I just found and installed this piece of software and tried a game of Ultima on it. You can play against the computer or against other people.

In this interface that Abbott promoted as correct, you are allowed to enter moves that expose the king. You are allowed to move your king from a safe position into an attacked position. It does not automatically resign, allowing the opponent to make a mistake and miss a capture. You must capture the king to end the game, whereupon it says "King captured. Black wins!"

what is the proper procedure for claiming the victory when the opponent exposes his king to capture

According to the software Abbott promoted, the proper procedure is to capture the king.

I would not exclude that the sentence was just intended to convey that stalemating is an alternative.

No. As someone who loves Robert Abbott's work, I'm not okay with this blatant misrepresentation of his words. His paragraph again was:

The first puzzle is Mate in 1 and all the others are Mate in 2. This follows the conventions of chess problems, even though in Ultima the object is to capture the king, not achieve check mate. So, Mate in 1 should be translated to Capture the king in 2 moves (that is: White moves, Black moves, then White moves and captures the king). Mate in 2 translates to Capture the king in 3 moves.
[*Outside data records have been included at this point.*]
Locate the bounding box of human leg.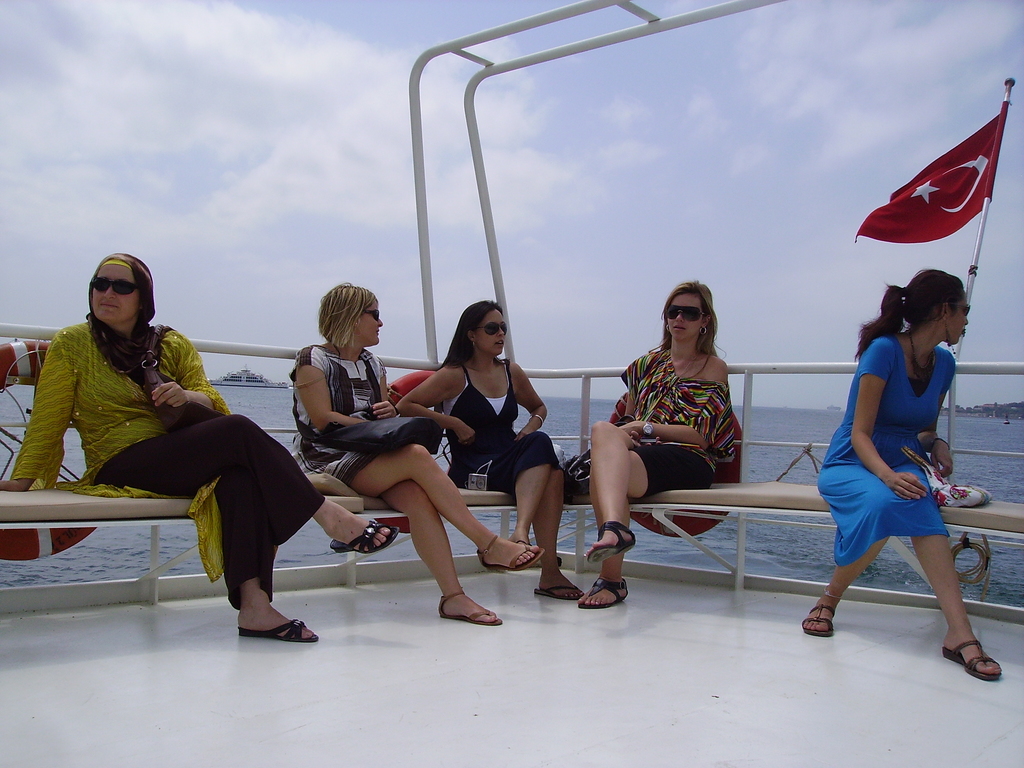
Bounding box: [left=904, top=454, right=1006, bottom=684].
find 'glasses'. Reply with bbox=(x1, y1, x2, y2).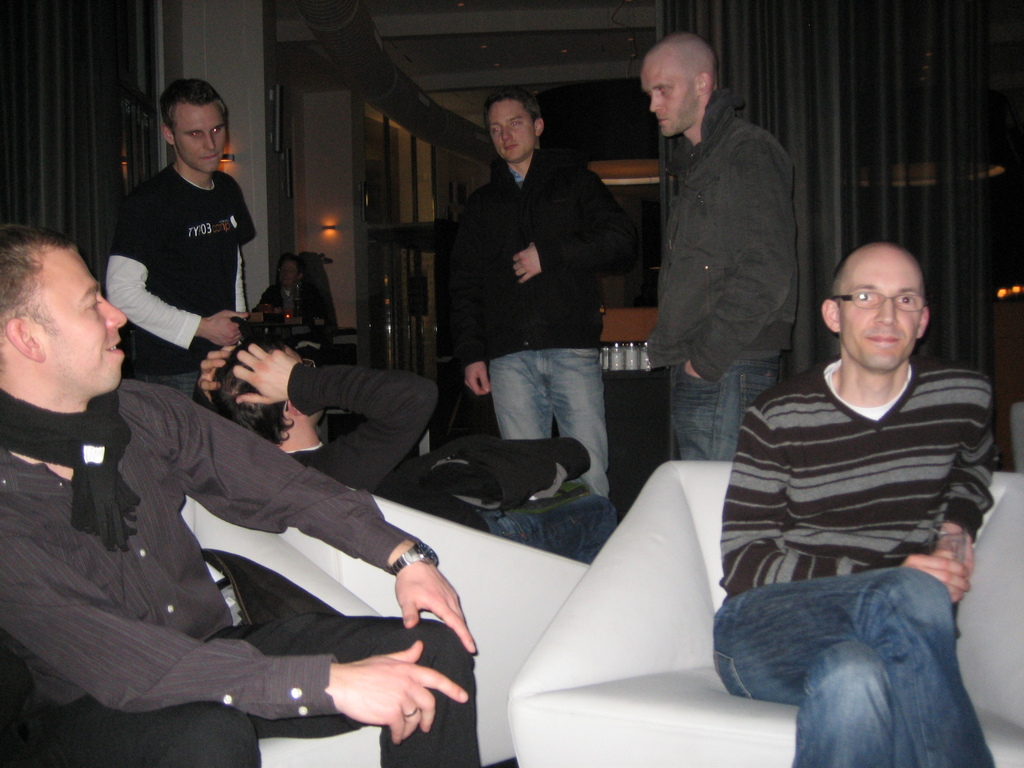
bbox=(300, 352, 329, 370).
After saying "in Ultima the object is to capture the king, not achieve check mate," he elaborated with "So" and even explained what he meant with "(that is: White moves, Black moves, then White moves and captures the king)." There is no way to misunderstand this language, and the attempt to do so makes me question the motivation behind it.

And again, these puzzles which require the king to be manually captured per the rules of Ultima were made in 1964, and explained in 2004. It makes it very clear what Abbott's intention was, and the only interface Abbott promoted for playing Ultima works that way as well.